Announcing F5 NGINX Gateway Fabric 1.5.0 with NGINX Code Snippets

Today we are announcing the release of F5 NGINX Gateway Fabric 1.5.0 which comes with one of the most prominent features from F5 NGINX Ingress Controller: code snippets. As always, we have made this feature available through an extension of the Gateway API, a new resource called a SnippetFilter. With it, you can define custom NGINX configuration that can be applied to any Route rule!

In addition to SnippetFilters, some other highlights of this release include: 

  • Ability to retain client IP information via Proxy Pass or XForwardedFor header 
  • Configurable NGINX error log level and reduced “info” log verbosity 
  • A new Getting Started guide for installing NGF for the first time 
  • F5 NGINX Plus R33 support 
  • Bug fixes! 

You can see the full changelog with details here! 

NGINX Code Snippets via SnippetFilters 

With a 20 year old legacy, there is a massive range of features that F5 NGINX provides that are not yet explicitly exposed through NGINX Gateway Fabric via the Gateway API. If you are familiar with NGINX directives and configuration and just want to use a native NGINX feature, you were unable to because our control plane would overwrite any configuration you wrote. We needed a way for your directives to merge with the configuration we pushed.

With SnippetFilters, we have not only enabled you to append directives to whatever context you need them in but also built them as an extension to the Gateway API. Once you define a SnippetFilter, any route rule can then use that snippet filter to apply NGINX configuration for the context you supplied. You can even change higher level contexts using these snippets, such as main, to do things like importing modules – just make sure you coordinate with everyone when making these changes!

As SnippetFilters do open the opportunity for misconfiguration in a way that may impact other application teams using the same Gateway, they do have to be explicitly enabled. But if you find yourself needing a feature from NGINX that is not yet available in NGINX Gateway Fabric, or you want to include your own NGINX logic, the SnippetFilter will fill that gap between our current first-class Gateway API features and the full power of NGINX. 

What’s Next 

Next release we will be focusing on a big architectural shift in NGINX Gateway Fabric that we have been planning for a while: separating our data and control planes. 

Currently, both our control plane (what configures NGINX for us) and our data plane (NGINX itself) are contained within the same pod. Ideally, these should be separate for security, performance, and scalability reasons. As we are also looking at supporting multiple Gateway resources for a single NGINX Gateway Fabric installation, we thought this was a good time to make that change, prompting our next release to be 2.0!

In 2.0, you’ll see the control plane start as its own pod. As you create Gateways, or as you scale existing ones, the control plane will spin up new instances of NGINX in their own pods. This translates into less overhead, better RBAC security, and the ability to provision multiple Gateway resources. 

For more information, check out our design on the separation! 

Resources 

For the complete changelog for NGINX Gateway Fabric 1.5.0, see the Release Notes. To try NGINX Gateway Fabric for Kubernetes with NGINX Plus, start your free 30-day trial today or contact us to discuss your use cases. 

If you would like to get involved, see what is coming next, or see the source code for NGINX Gateway Fabric, check out our repository on GitHub! 

We have weekly community meetings on Tuesdays at 9:30AM Pacific/12:30PM Eastern/5:30PM GMT. The meeting link, updates, agenda, and notes are on the NGINX Gateway Fabric Meeting Calendar. Links are also always available from our GitHub README.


= Task requirements =
Copy out the lines of the material that include the string "release".

+---+

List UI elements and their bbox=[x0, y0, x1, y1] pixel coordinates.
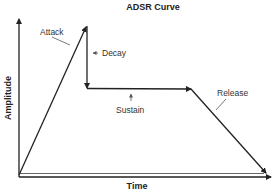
release-pointer bbox=[216, 99, 226, 110]
attack-pointer bbox=[52, 37, 70, 45]
y-axis-label: Amplitude bbox=[3, 76, 13, 120]
attack-segment bbox=[19, 27, 86, 175]
sustain-label: Sustain bbox=[116, 105, 145, 115]
x-axis-label: Time bbox=[127, 181, 148, 191]
sustain-segment bbox=[87, 89, 191, 90]
release-segment bbox=[191, 89, 266, 173]
adsr-diagram: ADSR Curve Amplitude Time Attack Decay S… bbox=[0, 0, 273, 192]
release-label: Release bbox=[217, 88, 248, 98]
attack-label: Attack bbox=[40, 27, 64, 37]
decay-label: Decay bbox=[102, 48, 127, 58]
diagram-title: ADSR Curve bbox=[126, 2, 180, 12]
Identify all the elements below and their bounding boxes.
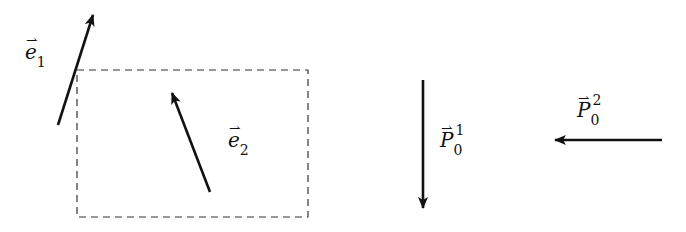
vector-e1-arrow: [58, 15, 93, 125]
vector-arrow-accent: ⇀: [26, 33, 38, 47]
vector-arrow-accent: ⇀: [229, 121, 241, 135]
label-e2: ⇀e2: [228, 130, 249, 150]
vector-arrow-accent: ⇀: [578, 91, 590, 105]
label-p0-1: ⇀P01: [440, 130, 464, 150]
label-e1: ⇀e1: [25, 42, 46, 62]
vector-e2-arrow: [172, 93, 210, 192]
vector-arrow-accent: ⇀: [441, 121, 453, 135]
label-p0-2: ⇀P02: [577, 100, 601, 120]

+---+

= Solution to this exercise =
release-pointer bbox=[216, 99, 226, 110]
release-segment bbox=[191, 89, 266, 173]
release-label: Release bbox=[217, 88, 248, 98]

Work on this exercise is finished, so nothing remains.